New Delhi, Jan. 12: The government has ordered a cut of Rs 13,000 crore in the budgets of the army, navy and the air force meant for buying major weapons and systems in a military modernisation drive that the Narendra Modi regime has promised.
A source in the defence ministry said today that 'we are re-appropriating Rs 13,000 crore from the armed forces' capital outlays towards revenue expenditure'.
This effectively means running the military at its current strength itself is proving to be so expensive that the government is left with little for the purchase of new guns, warships and fighter planes to replace outdated weapons.
Each of the three services will have between Rs 4,000 and Rs 4,500 crore shaved off their capital outlays.
The capital outlay in the maiden budget of the Modi government - which finance minister Arun Jaitley presented in July last year when he was also defence minister - was Rs 94,587 crore in the total defence allocation of Rs 2,29,000 crore. About 80 per cent of the capital outlays go into committed liabilities - contracts already executed for purchases.
The cut effectively shelves a navy effort to order three additional frigates of the Shivalik class (to be made at Mazagon Docks, Mumbai), an army-air force joint effort to acquire attack helicopters (the Apache-64D, made by the US-based Boeing) and an army plan to buy new small arms.
The slash also puts the brakes on a tottering IAF programme to buy medium multi-role combat aircraft (Rafale, by France's Dassault Aviation) within this financial year.
A parliamentary standing committee on defence, chaired by BJP MP and retired Major General B.C. Khanduri, estimated in a report earlier this month that the IAF's plan to buy the Rafale alone will require Rs 15,000 crore in the first year.
The programme to buy the attack helicopters may yet go through, with the US President Barack Obama set to be the chief guest at the Republic Day parade on January 26.
Part of the reason to re-allocate funds meant for capital purchases under the revenue head is a government decision to implement the demand of military veterans for 'one rank one pension' (OROP).
Defence minister Manohar Parrikar, who took over from Jaitley, said in an interview to a news channel this evening that he had estimated the outgo for OROP at Rs 6,000 crore to Rs 8,000 crore. But the controller-general of defence accounts puts it at Rs 14,200 crore.
In the interview, Parrikar blamed A.K. Antony, the defence minister in the UPA II government, for the backlog in acquisitions that he was now trying to overcome.
Last week, Parrikar had said a revamped defence procurement policy for faster acquisition of weapons would be implemented by March this year.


* [Aim of the exercise]: Search the entries for the word "title" and return every line where it is found.

* [Available data]:
--- START ---

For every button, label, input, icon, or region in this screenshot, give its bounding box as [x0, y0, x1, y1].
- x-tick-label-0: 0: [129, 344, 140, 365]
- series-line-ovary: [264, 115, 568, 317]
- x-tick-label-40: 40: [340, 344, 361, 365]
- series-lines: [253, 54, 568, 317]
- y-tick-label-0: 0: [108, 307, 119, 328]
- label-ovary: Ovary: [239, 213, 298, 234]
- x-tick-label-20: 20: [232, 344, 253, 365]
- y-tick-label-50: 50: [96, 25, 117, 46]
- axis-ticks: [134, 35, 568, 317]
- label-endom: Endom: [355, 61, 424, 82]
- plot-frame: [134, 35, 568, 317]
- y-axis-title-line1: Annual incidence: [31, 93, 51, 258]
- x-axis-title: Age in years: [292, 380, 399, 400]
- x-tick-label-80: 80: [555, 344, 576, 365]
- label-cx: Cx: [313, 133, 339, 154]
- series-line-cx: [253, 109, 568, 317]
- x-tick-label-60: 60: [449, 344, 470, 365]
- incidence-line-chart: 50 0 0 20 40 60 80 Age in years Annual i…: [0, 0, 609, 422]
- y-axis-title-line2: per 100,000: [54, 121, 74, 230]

--- END ---

* [Answer for the task]:
- y-axis-title-line1: Annual incidence: [31, 93, 51, 258]
- x-axis-title: Age in years: [292, 380, 399, 400]
- y-axis-title-line2: per 100,000: [54, 121, 74, 230]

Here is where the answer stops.